Hailed as a feminist icon, enigmatic Mexican painter Kahlo is best known for her vibrant, starting, sometimes nightmarish self-portraits, often seen as chronicles of physical and emotional anguish.Breton, for example, was the first to describe her work as Surrealist. Kahlo herself consistently defied such labels: “I never painted dreams,” she said, “I painted my own reality.” (1)
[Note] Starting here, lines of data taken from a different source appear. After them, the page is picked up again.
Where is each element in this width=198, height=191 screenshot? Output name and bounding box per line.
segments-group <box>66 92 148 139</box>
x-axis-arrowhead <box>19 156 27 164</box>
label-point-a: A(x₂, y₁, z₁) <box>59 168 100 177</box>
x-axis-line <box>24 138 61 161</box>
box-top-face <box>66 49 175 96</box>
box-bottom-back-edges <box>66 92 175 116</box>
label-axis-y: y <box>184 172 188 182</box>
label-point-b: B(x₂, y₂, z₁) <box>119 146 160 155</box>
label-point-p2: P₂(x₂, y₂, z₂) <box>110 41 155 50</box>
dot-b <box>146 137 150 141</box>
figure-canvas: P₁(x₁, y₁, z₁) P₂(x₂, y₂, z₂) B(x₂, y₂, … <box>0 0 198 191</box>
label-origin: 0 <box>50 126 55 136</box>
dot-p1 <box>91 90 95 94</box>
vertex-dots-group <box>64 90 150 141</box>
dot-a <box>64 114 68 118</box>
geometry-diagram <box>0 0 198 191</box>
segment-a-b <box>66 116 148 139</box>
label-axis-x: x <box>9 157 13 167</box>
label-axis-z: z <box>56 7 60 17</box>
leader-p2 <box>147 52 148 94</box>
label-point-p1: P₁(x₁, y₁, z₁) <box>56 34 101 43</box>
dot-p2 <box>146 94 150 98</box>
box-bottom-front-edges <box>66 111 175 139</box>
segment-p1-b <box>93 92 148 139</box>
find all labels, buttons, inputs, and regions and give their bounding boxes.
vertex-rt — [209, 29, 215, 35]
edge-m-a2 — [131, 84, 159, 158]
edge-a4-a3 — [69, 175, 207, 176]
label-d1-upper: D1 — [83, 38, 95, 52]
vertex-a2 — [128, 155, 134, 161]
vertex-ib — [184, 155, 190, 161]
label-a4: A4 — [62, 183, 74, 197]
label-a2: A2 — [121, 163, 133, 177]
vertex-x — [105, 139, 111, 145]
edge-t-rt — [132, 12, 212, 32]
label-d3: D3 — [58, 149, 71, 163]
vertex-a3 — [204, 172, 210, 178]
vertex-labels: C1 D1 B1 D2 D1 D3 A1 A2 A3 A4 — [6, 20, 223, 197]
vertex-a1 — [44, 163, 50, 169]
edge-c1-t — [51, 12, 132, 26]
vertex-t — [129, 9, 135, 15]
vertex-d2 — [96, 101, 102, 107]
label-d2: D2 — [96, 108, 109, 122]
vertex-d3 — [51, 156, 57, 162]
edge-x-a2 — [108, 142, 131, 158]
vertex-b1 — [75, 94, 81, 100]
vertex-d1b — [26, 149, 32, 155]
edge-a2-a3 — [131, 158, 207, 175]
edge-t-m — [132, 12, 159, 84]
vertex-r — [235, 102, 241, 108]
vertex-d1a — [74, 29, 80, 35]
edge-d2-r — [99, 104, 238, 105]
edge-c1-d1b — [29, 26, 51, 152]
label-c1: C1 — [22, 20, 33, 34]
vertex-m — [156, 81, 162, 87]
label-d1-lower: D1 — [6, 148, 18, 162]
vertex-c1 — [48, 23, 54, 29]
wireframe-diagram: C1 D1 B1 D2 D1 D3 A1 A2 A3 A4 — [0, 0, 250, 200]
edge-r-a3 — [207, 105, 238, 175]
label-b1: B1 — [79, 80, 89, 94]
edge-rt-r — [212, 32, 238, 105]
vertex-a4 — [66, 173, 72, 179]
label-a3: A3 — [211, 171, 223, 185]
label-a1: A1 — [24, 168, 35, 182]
Andre Breton visited and stayed with Frida Kahlo and her husband Diego Rivero during his visit to Mexico in 1938, acknowledge that she was a self-invented Surrealist. The fact that Breton wrote the preface to Kahlo’s exhibition did not qualify her as a Surrealist: in fact, she eschewed the term. Although her pictorial fantasies are often associated with a Surrealist aesthetic, she painted not her dream or imagination but what she saw as her own nightmarish-reality. In 1925 a serious road-traffic accident left her very badly disability. Often confined to a hospital bed for weeks undergoing reconstructive surgery, she constructed an image of two Fridas in order to exorcise the pain and yet maintain a sense of reality. She subsequently discovered that she was unable to conceive children and in a particularly poignant self-portrait, Henry Ford Hospital (1932), Kahlo is seen haemorrhaging after suffering a miscarriage. Although her husband Diego Rivera supported her artistically, the relationship was always very tense, overshadowed by the fact that Rivera was Mexico’s most famous living artist. Kahlo depicted this dominance in the painting Frida and Diego Rivera(1931), while their separation and her subsequent loneliness was depicted in The Two Fridas (1939). (2)
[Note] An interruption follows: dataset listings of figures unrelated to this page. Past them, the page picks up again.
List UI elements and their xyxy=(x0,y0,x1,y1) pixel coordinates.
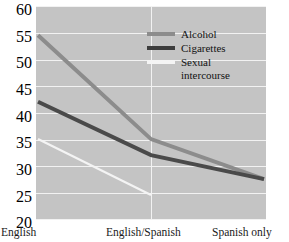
legend-item-alcohol: Alcohol xyxy=(147,28,273,41)
legend-swatch-sexual-intercourse xyxy=(147,60,175,64)
line-chart: 60 55 50 45 40 35 30 25 20 Alcohol Cigar… xyxy=(0,0,289,242)
legend: Alcohol Cigarettes Sexual intercourse xyxy=(147,28,273,83)
legend-swatch-cigarettes xyxy=(147,46,175,50)
x-tick-label-english-spanish: English/Spanish xyxy=(106,226,181,238)
legend-label-sexual-intercourse-group: Sexual intercourse xyxy=(181,56,273,81)
legend-label-sexual-intercourse-line2: intercourse xyxy=(181,69,273,82)
legend-item-sexual-intercourse: Sexual intercourse xyxy=(147,56,273,82)
legend-label-sexual-intercourse-line1: Sexual xyxy=(181,56,273,69)
x-tick-label-english: English xyxy=(1,226,36,238)
x-tick-label-spanish-only: Spanish only xyxy=(212,226,272,238)
legend-swatch-alcohol xyxy=(147,32,175,36)
legend-label-alcohol: Alcohol xyxy=(181,28,216,41)
legend-label-cigarettes: Cigarettes xyxy=(181,42,226,55)
legend-item-cigarettes: Cigarettes xyxy=(147,42,273,55)
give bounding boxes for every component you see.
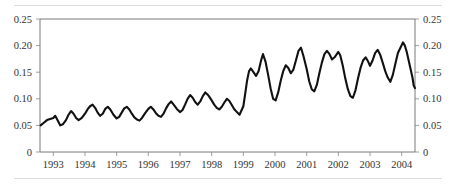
year-axis-tick-label: 2002 [328, 159, 349, 170]
left-axis-tick-label: 0.25 [14, 14, 32, 25]
line-chart-svg: 00.050.100.150.200.25 00.050.100.150.200… [0, 0, 456, 187]
year-axis-tick-label: 1997 [169, 159, 190, 170]
left-axis-tick-label: 0.20 [14, 40, 32, 51]
year-axis-tick-label: 2004 [391, 159, 413, 170]
year-axis-tick-label: 1999 [233, 159, 254, 170]
right-axis-tick-label: 0.10 [423, 93, 441, 104]
left-axis-tick-label: 0.05 [14, 120, 32, 131]
data-series-line [41, 42, 415, 125]
year-axis-tick-label: 1995 [106, 159, 127, 170]
figure-container: 00.050.100.150.200.25 00.050.100.150.200… [0, 0, 456, 187]
left-value-axis: 00.050.100.150.200.25 [14, 14, 40, 158]
right-value-axis: 00.050.100.150.200.25 [415, 14, 441, 158]
left-axis-tick-label: 0 [27, 147, 32, 158]
right-axis-tick-label: 0 [423, 147, 428, 158]
left-axis-tick-label: 0.15 [14, 67, 32, 78]
year-axis-tick-label: 1994 [74, 159, 96, 170]
right-axis-tick-label: 0.15 [423, 67, 441, 78]
year-axis: 1993199419951996199719981999200020012002… [43, 152, 413, 170]
plot-frame-border [40, 19, 415, 152]
year-axis-tick-label: 2001 [296, 159, 317, 170]
year-axis-tick-label: 2003 [360, 159, 381, 170]
year-axis-tick-label: 1998 [201, 159, 222, 170]
year-axis-tick-label: 1996 [138, 159, 159, 170]
right-axis-tick-label: 0.25 [423, 14, 441, 25]
year-axis-tick-label: 2000 [265, 159, 286, 170]
right-axis-tick-label: 0.05 [423, 120, 441, 131]
left-axis-tick-label: 0.10 [14, 93, 32, 104]
year-axis-tick-label: 1993 [43, 159, 64, 170]
right-axis-tick-label: 0.20 [423, 40, 441, 51]
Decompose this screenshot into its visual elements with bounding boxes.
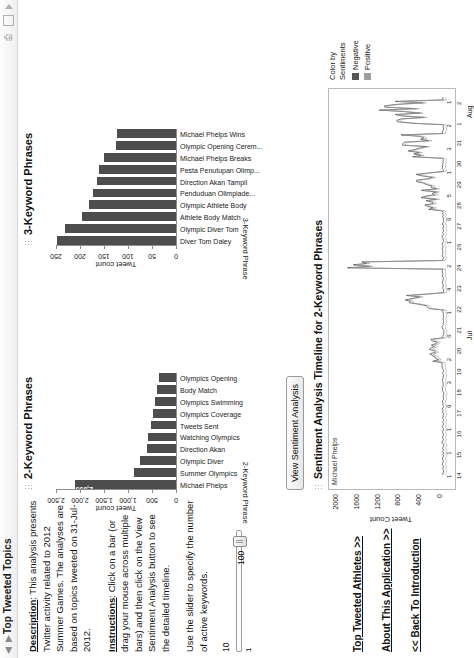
chart-2-keyword-plot[interactable]: 2,095Michael PhelpsSummer OlympicsOlympi… <box>56 373 176 490</box>
x-tick-hour: 4 <box>446 288 452 291</box>
flag-icon[interactable] <box>5 4 13 9</box>
chart-2-keyword-title: 2-Keyword Phrases <box>22 260 34 490</box>
bar[interactable] <box>151 421 176 430</box>
bar[interactable] <box>93 189 176 198</box>
bar[interactable] <box>57 236 176 245</box>
window-titlebar: ◀ ▶ Top Tweeted Topics ⎙ <box>0 0 18 658</box>
y-axis-title: 2-Keyword Phrase <box>241 462 250 524</box>
category-label: Diver Tom Daley <box>180 238 231 245</box>
legend-swatch-negative <box>352 73 359 80</box>
x-tick-date: 26 <box>456 244 462 251</box>
y-tick-mark <box>176 490 177 493</box>
legend-label-negative: Negative <box>351 40 360 70</box>
y-tick-label: 2,000 <box>71 497 89 504</box>
chart-3-keyword-plot[interactable]: Diver Tom DaleyOlympic Diver TomAthlete … <box>56 129 176 246</box>
x-tick-hour: 2 <box>446 264 452 267</box>
bar[interactable] <box>148 433 176 442</box>
category-label: Athlete Body Match <box>180 214 241 221</box>
bar[interactable] <box>155 397 176 406</box>
x-tick-hour: 3 <box>446 147 452 150</box>
drag-handle-icon[interactable] <box>314 483 323 490</box>
bar[interactable] <box>134 468 176 477</box>
y-tick-mark <box>128 246 129 249</box>
category-label: Penduduan Olimpiade... <box>180 190 255 197</box>
bar[interactable] <box>140 456 176 465</box>
bar[interactable] <box>157 385 176 394</box>
category-label: Summer Olympics <box>180 470 237 477</box>
category-label: Direction Akan <box>180 446 225 453</box>
application-page: ◀ ▶ Top Tweeted Topics ⎙ Description: Th… <box>0 0 474 658</box>
category-label: Michael Phelps <box>180 482 227 489</box>
view-sentiment-analysis-button[interactable]: View Sentiment Analysis <box>286 376 304 490</box>
x-tick-hour: 6 <box>446 218 452 221</box>
bar[interactable] <box>117 129 176 138</box>
x-tick-hour: 1 <box>446 101 452 104</box>
x-tick-date: 17 <box>456 410 462 417</box>
category-label: Olympics Coverage <box>180 411 241 418</box>
drag-handle-icon[interactable] <box>24 483 33 490</box>
sentiment-timeline-panel: Sentiment Analysis Timeline for 2-Keywor… <box>312 8 464 490</box>
drag-handle-icon[interactable] <box>24 239 33 246</box>
x-tick-hour: 6 <box>446 334 452 337</box>
y-axis-title: Tweet Count <box>370 515 412 524</box>
slider-scale: 1 <box>244 530 253 652</box>
bar[interactable] <box>89 200 176 209</box>
bar[interactable] <box>147 444 176 453</box>
right-arrow-icon[interactable]: ▶ <box>2 635 14 642</box>
bar[interactable] <box>153 409 176 418</box>
x-tick-hour: 1 <box>446 311 452 314</box>
month-label-jul: Jul <box>466 331 473 340</box>
slider-track[interactable]: 100 <box>236 530 242 652</box>
slider-handle[interactable] <box>233 536 247 547</box>
category-label: Olympics Swimming <box>180 399 243 406</box>
legend-item-negative[interactable]: Negative <box>351 14 360 80</box>
x-tick-hour: 5 <box>446 194 452 197</box>
bar[interactable] <box>65 224 176 233</box>
instructions-paragraph: Instructions: Click on a bar (or drag yo… <box>105 500 173 652</box>
category-label: Olympic Diver <box>180 458 224 465</box>
bar[interactable] <box>104 153 176 162</box>
page-title: Top Tweeted Topics <box>2 538 13 634</box>
legend-title-line1: Color by <box>328 14 338 80</box>
x-axis-title: Tweet count <box>96 504 136 513</box>
bar[interactable] <box>116 141 176 150</box>
x-tick-hour: 2 <box>446 358 452 361</box>
bar[interactable] <box>99 165 176 174</box>
bar[interactable] <box>97 177 176 186</box>
slider-current-value: 10 <box>221 643 231 652</box>
y-tick-mark <box>80 246 81 249</box>
x-tick-hour: 1 <box>446 475 452 478</box>
y-tick-label: 50 <box>148 253 156 260</box>
y-tick-mark <box>104 246 105 249</box>
y-tick-label: 0 <box>174 497 178 504</box>
screenshot-frame: ◀ ▶ Top Tweeted Topics ⎙ Description: Th… <box>0 0 474 658</box>
y-tick-label: 1,000 <box>119 497 137 504</box>
x-tick-date: 2 <box>456 102 462 105</box>
x-tick-date: 28 <box>456 202 462 209</box>
x-tick-hour: 1 <box>446 428 452 431</box>
y-tick-label: 2000 <box>332 494 339 516</box>
legend-title-line2: Sentiments <box>338 14 348 80</box>
category-label: Watching Olympics <box>180 434 240 441</box>
sentiment-positive-line <box>351 97 447 475</box>
x-tick-hour: 1 <box>446 171 452 174</box>
x-tick-date: 21 <box>456 327 462 334</box>
bar[interactable] <box>82 212 176 221</box>
y-tick-label: 100 <box>122 253 134 260</box>
sentiment-timeline-plot[interactable]: Michael Phelps <box>328 88 456 490</box>
y-tick-label: 150 <box>98 253 110 260</box>
y-tick-mark <box>176 246 177 249</box>
series-label: Michael Phelps <box>331 438 338 485</box>
legend-item-positive[interactable]: Positive <box>363 14 372 80</box>
chart-3-keyword-phrases[interactable]: 3-Keyword Phrases Diver Tom DaleyOlympic… <box>22 10 272 246</box>
x-tick-date: 18 <box>456 389 462 396</box>
left-arrow-icon[interactable]: ◀ <box>2 647 14 654</box>
legend-label-positive: Positive <box>363 44 372 70</box>
window-icon[interactable] <box>3 15 14 26</box>
y-tick-mark <box>80 490 81 493</box>
bar[interactable] <box>159 373 176 382</box>
print-icon[interactable]: ⎙ <box>4 32 13 41</box>
nav-controls[interactable]: ◀ ▶ <box>2 635 14 654</box>
category-label: Michael Phelps Wins <box>180 131 245 138</box>
chart-2-keyword-phrases[interactable]: 2-Keyword Phrases 2,095Michael PhelpsSum… <box>22 260 272 490</box>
Andre Breton, the arch-apostle of Surrealism, neatly described her art as like a ribbon tied around a bomb. (3)
I believe, Frida express in this painting that her heart had always belonged to Diego, her soul mate. She is a great artist, a paradox, she was recognised for who she was. Frida has channelled feelings of heartbreak into her work.
Reference list
(1) Andrew Graham-Dixon. Artist Their Lives And Works. p. 326.
(2) Camillia de la Bedoyere, Ihor Holubbizky, Dr Julia Kelly (2006), A Brief History of Art, The Foundry Creative Media Company Limited. p.324.
(3) Dr. Mike O’Mahony. World Art The Essential Illustrated History, p. 304.